Axios Macro

January 07, 2026
This morning, we got a big pile of job market data — and we mostly like what we see. It comes as economy watchers await official December government employment data due out Friday, the first clean (i.e., not shutdown-distorted) numbers we've had in three months.
- We unpack it all below, including a crucial caveat from November job openings numbers. 🧐
Today's newsletter, edited by Jeffrey Cane and copy edited by Katie Lewis, is 736 words, a 3-minute read.

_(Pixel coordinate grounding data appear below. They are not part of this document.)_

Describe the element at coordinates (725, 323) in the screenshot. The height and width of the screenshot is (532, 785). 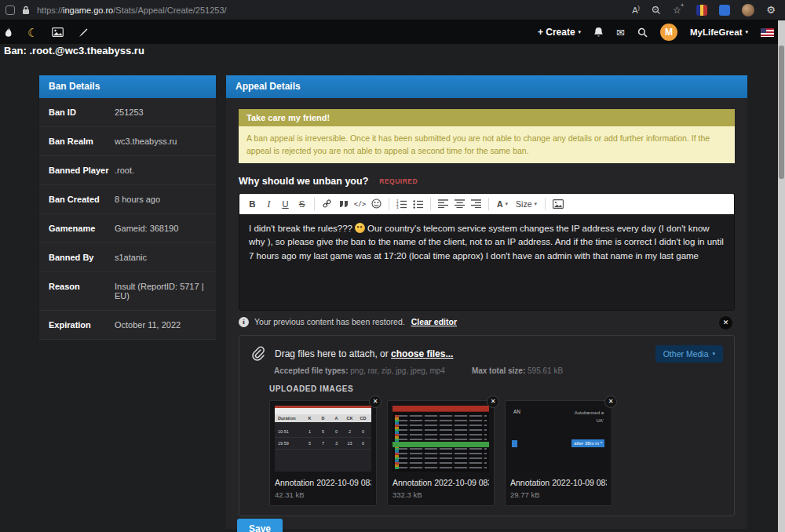
I see `close-icon: ✕` at that location.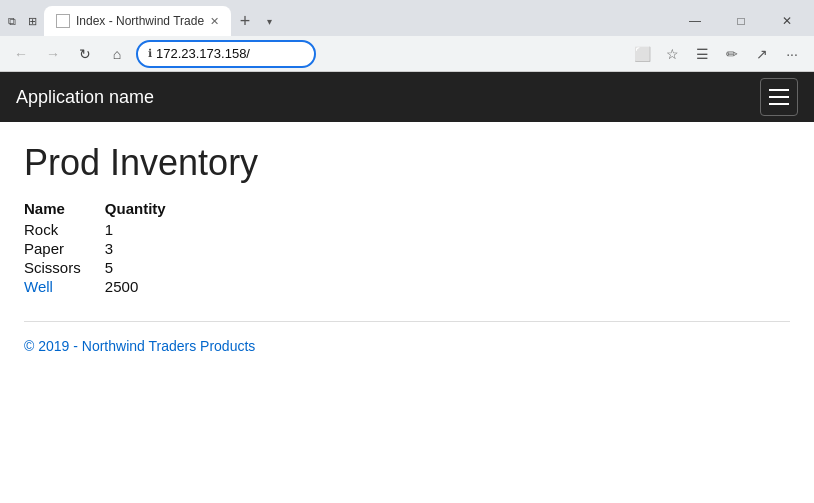 This screenshot has width=814, height=503. I want to click on app-navbar: Application name, so click(407, 97).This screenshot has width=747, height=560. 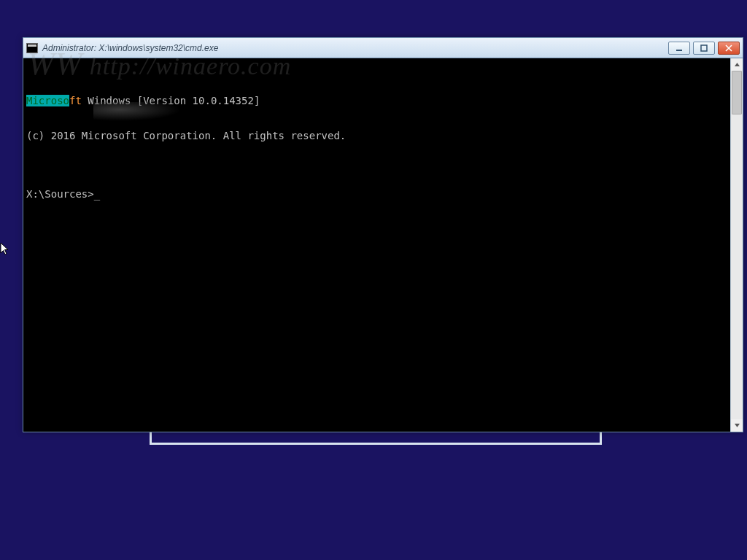 I want to click on close-icon, so click(x=729, y=48).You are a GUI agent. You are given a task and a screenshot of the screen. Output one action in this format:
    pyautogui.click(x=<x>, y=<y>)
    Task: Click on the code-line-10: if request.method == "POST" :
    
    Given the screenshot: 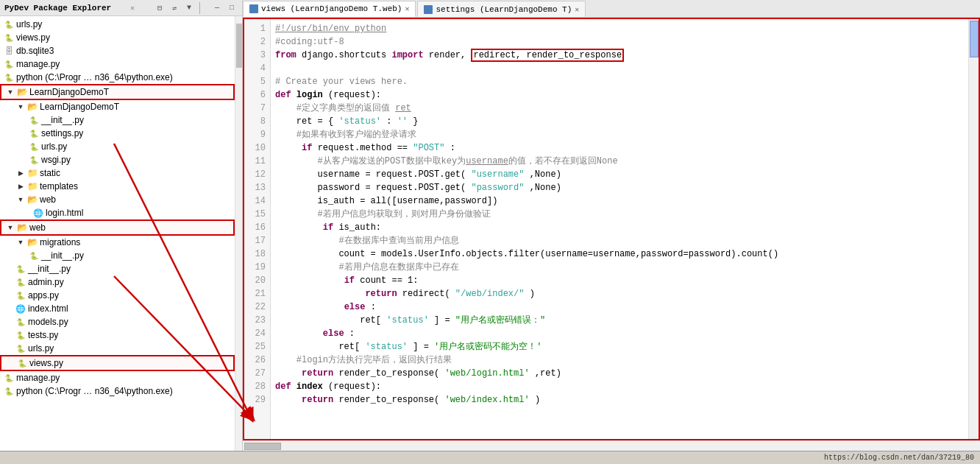 What is the action you would take?
    pyautogui.click(x=619, y=148)
    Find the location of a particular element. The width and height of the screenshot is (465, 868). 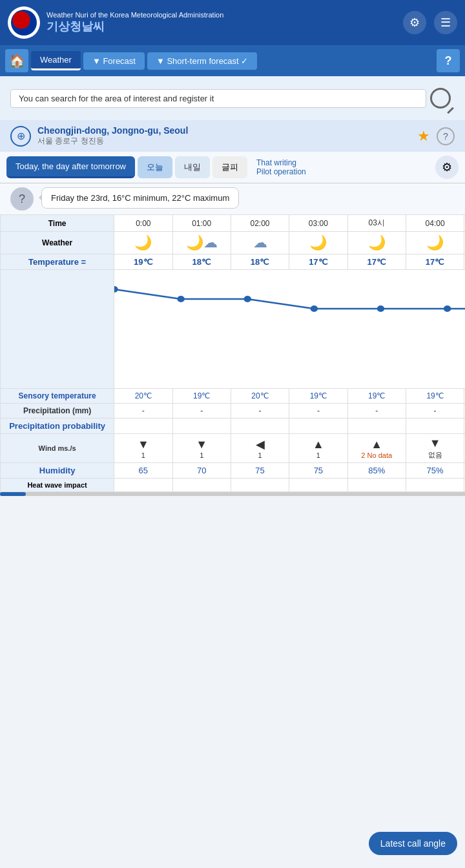

sensory-label: Sensory temperature is located at coordinates (57, 397). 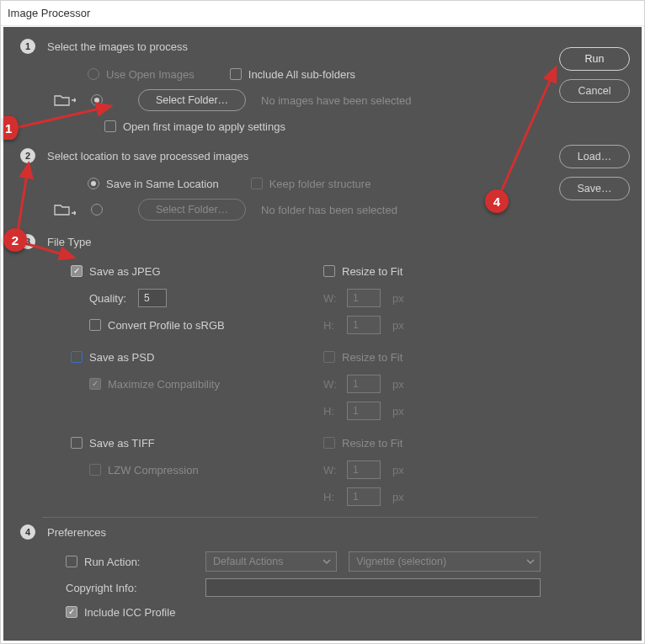 I want to click on lzw-compression-label: LZW Compression, so click(x=153, y=470). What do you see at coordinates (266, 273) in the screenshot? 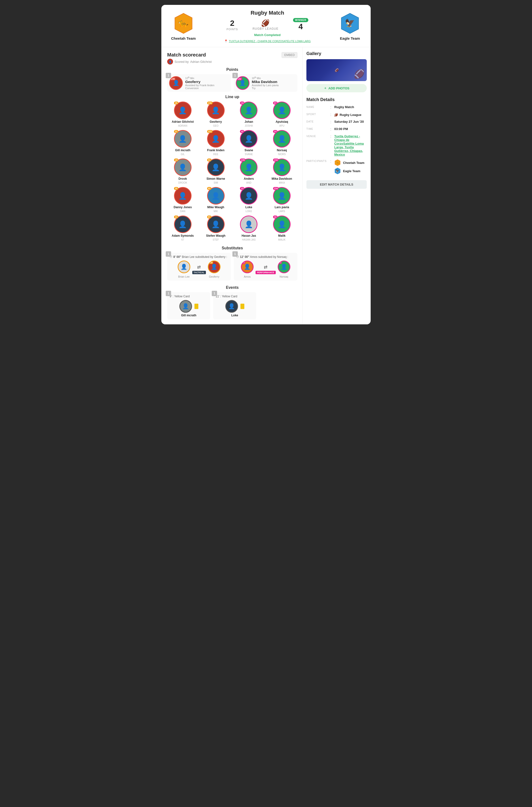
I see `sub-type-badge-2: PERFORMANCE` at bounding box center [266, 273]. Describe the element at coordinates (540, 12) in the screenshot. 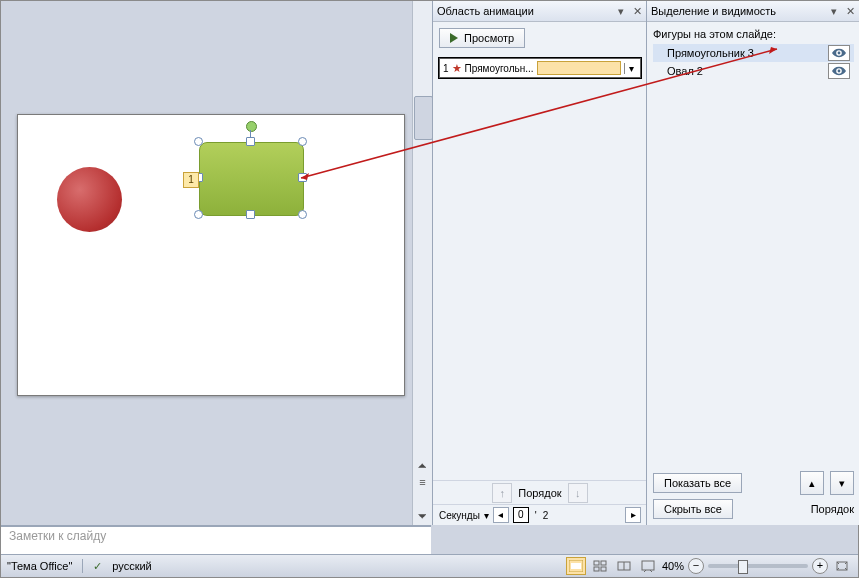

I see `animation-pane-header: Область анимации ▾ ✕` at that location. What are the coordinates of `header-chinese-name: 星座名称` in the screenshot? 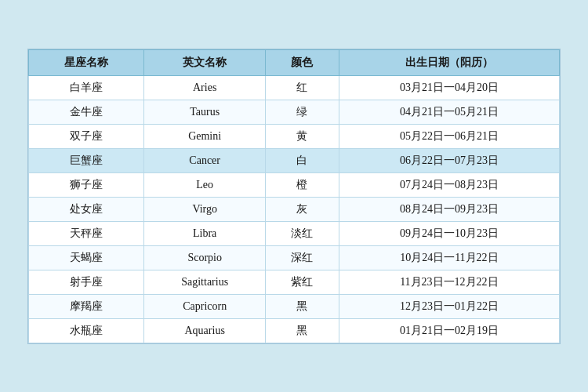 It's located at (86, 63).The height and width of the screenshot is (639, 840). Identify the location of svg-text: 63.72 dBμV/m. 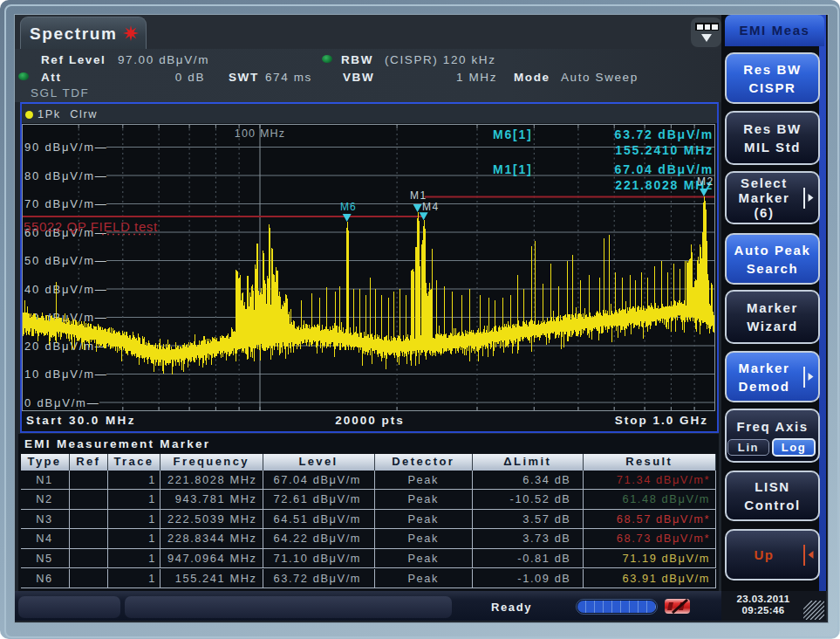
(665, 134).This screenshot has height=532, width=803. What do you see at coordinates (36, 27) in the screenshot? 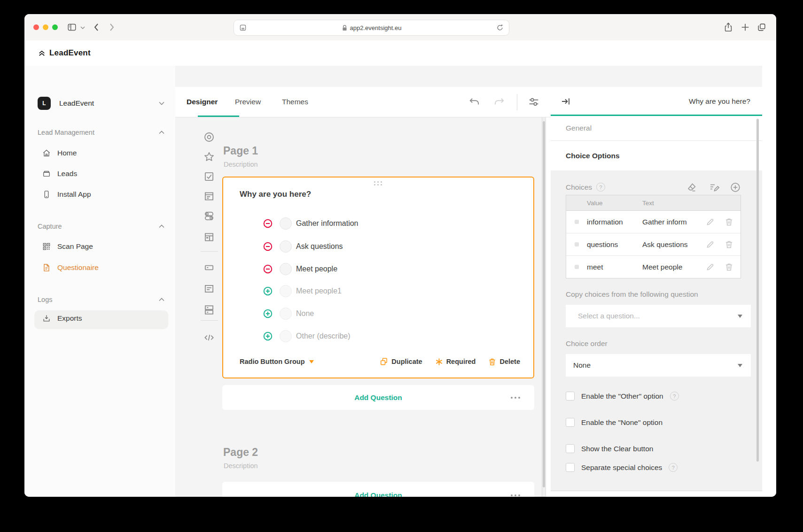
I see `close-window-button` at bounding box center [36, 27].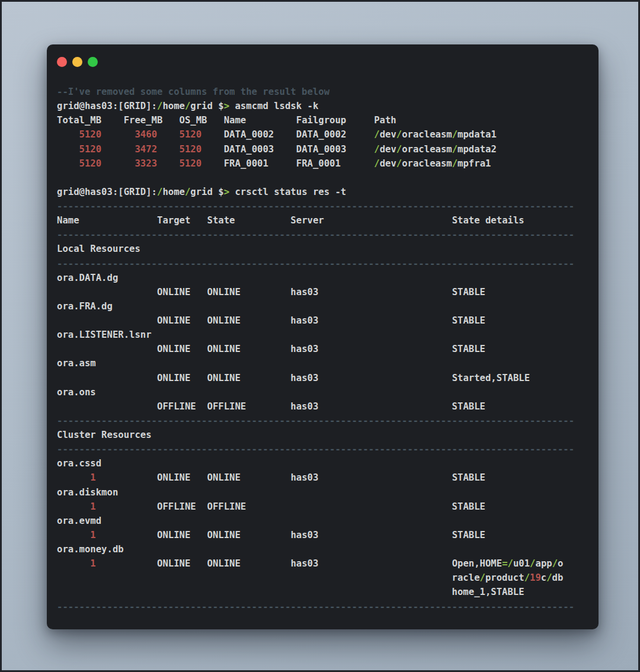 The height and width of the screenshot is (672, 640). What do you see at coordinates (322, 478) in the screenshot?
I see `terminal-line: 1 ONLINE ONLINE has03 STABLE` at bounding box center [322, 478].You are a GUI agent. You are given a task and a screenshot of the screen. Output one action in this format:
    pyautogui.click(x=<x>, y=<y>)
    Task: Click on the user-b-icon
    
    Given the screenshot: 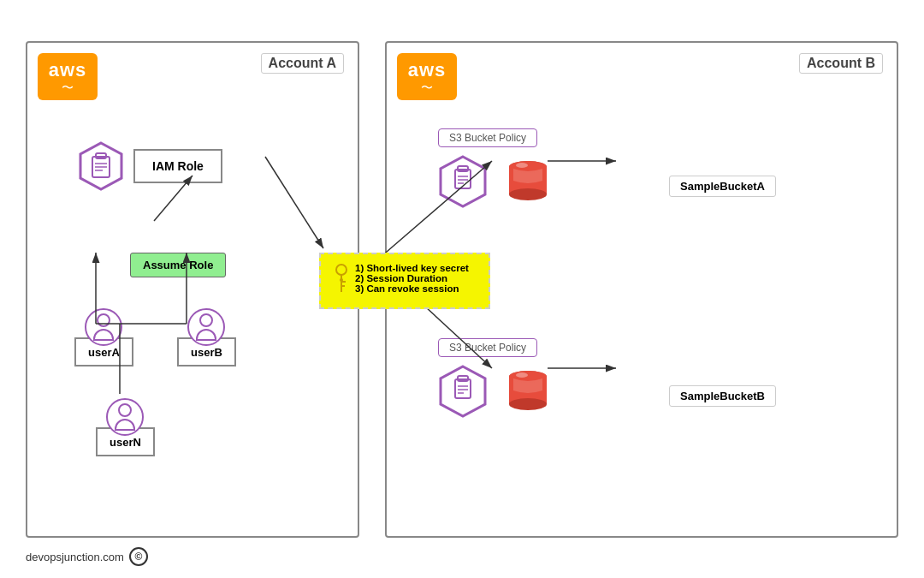 What is the action you would take?
    pyautogui.click(x=206, y=327)
    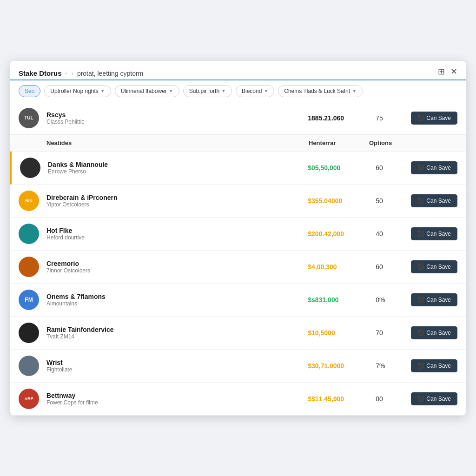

1 big thing: The job market's signs of life
The final months of 2025 offered plenty of reasons for labor market alarmism. Job creation slowed to a near halt, the unemployment rate edged to its highest level in four years, and the business news wires were chockablock with AI-inflected layoff announcements.
- But the job market looks more stable than those headlines would suggest.
The big picture: Private-sector data for December points to some stabilization in demand for workers — and certainly suggests that labor demand isn't falling off any kind of cliff.
- Data further in the rearview mirror (government data for November) points to fewer job openings and less hiring, though the layoff rate also ticked down.
- In effect, the job market showed weakness through the fall before stabilizing and perhaps improving in December, pending the government's gold standard employment situation report this Friday.
By the numbers: Private employers added 41,000 jobs in December, payroll processor ADP said, a reversal from a loss of 29,000 positions in November.
- The Institute for Supply Management's index of activity at service businesses jumped 1.8 percentage point, to 54.4 in December — fueled by a big surge in the employment sub-index, which rose 3.1 points to enter positive territory for the first time in seven months.
- Bank of America's estimate of payrolls based on customer data rebounded to a 0.6% year-on-year gain in December, from 0.2% in November.
What they're saying: "The labor market seems to have found feet on the jobs growth side, and that's a positive to take away," David Tinsley, senior economist at the Bank of America Institute, told reporters this morning.
- He notes that there has been a dichotomy in recent quarters between strong GDP growth and weak job growth.
- "There was always this debate about how this could reconcile, and it doesn't feel quite right that those things could be out of whack forever," Tinsley said. "And it seems to be reconciling more on the upside to the labor market strength coming back."
Similarly, "we don't see a big uptick in layoffs," ADP chief economist Nela Richardson told reporters this morning.
- "I think that puts the Fed in a reasonably balanced risk position in 2026 where they're trying to figure out this muddled middle between sticky inflation and a slowing — but not tanking — labor market," Richardson added.
Of note: Hiring by small businesses rebounded a bit in December after a dismal stretch of job losses in the latter half of 2025. ADP reported a net gain of 9,000 jobs for firms with fewer than 50 employees last month, after shedding about 96,000 positions in November.
2. Yes, but ...


Notwithstanding the solid December private-sector data, the November Job Openings and Labor Turnover (JOLTS) numbers pointed to a low-hire, low-fire equilibrium persisting through the fall.
Zoom in: The number of posted job openings fell by 303,000 in November, the Labor Department said, bringing its rate down two ticks, to 4.3%, matching an August recent low.
- Hiring also fell, by 253,000 positions, similarly driving the hiring rate down to 3.2%, matching the August low for this expansion.
- The news was considerably better on layoffs and discharges, with the number falling by 163,000 and the rate by a tenth.
- "Employers are reluctant to make moves, as uncertainty around tariffs and inflation still linger," ZipRecruiter labor economist Nicole Bachaud wrote in a note, adding that "workers are staying put, with few opportunities emerging for job switching" and many choosing stability.
Between the lines: For all the talk of corporate head count reductions, companies — at least through November — were more in a mode of freezing hiring and reducing job openings than outright firing people.
- It amounts to a labor market that is holding up OK for those who have a job, but is brutal for those looking for a job.
The bottom line: The open question for 2026 is whether the green shoots evident in December private employment data presage a stabilization or an improvement in employers' willingness to hire more workers — and not just exercise caution in firing.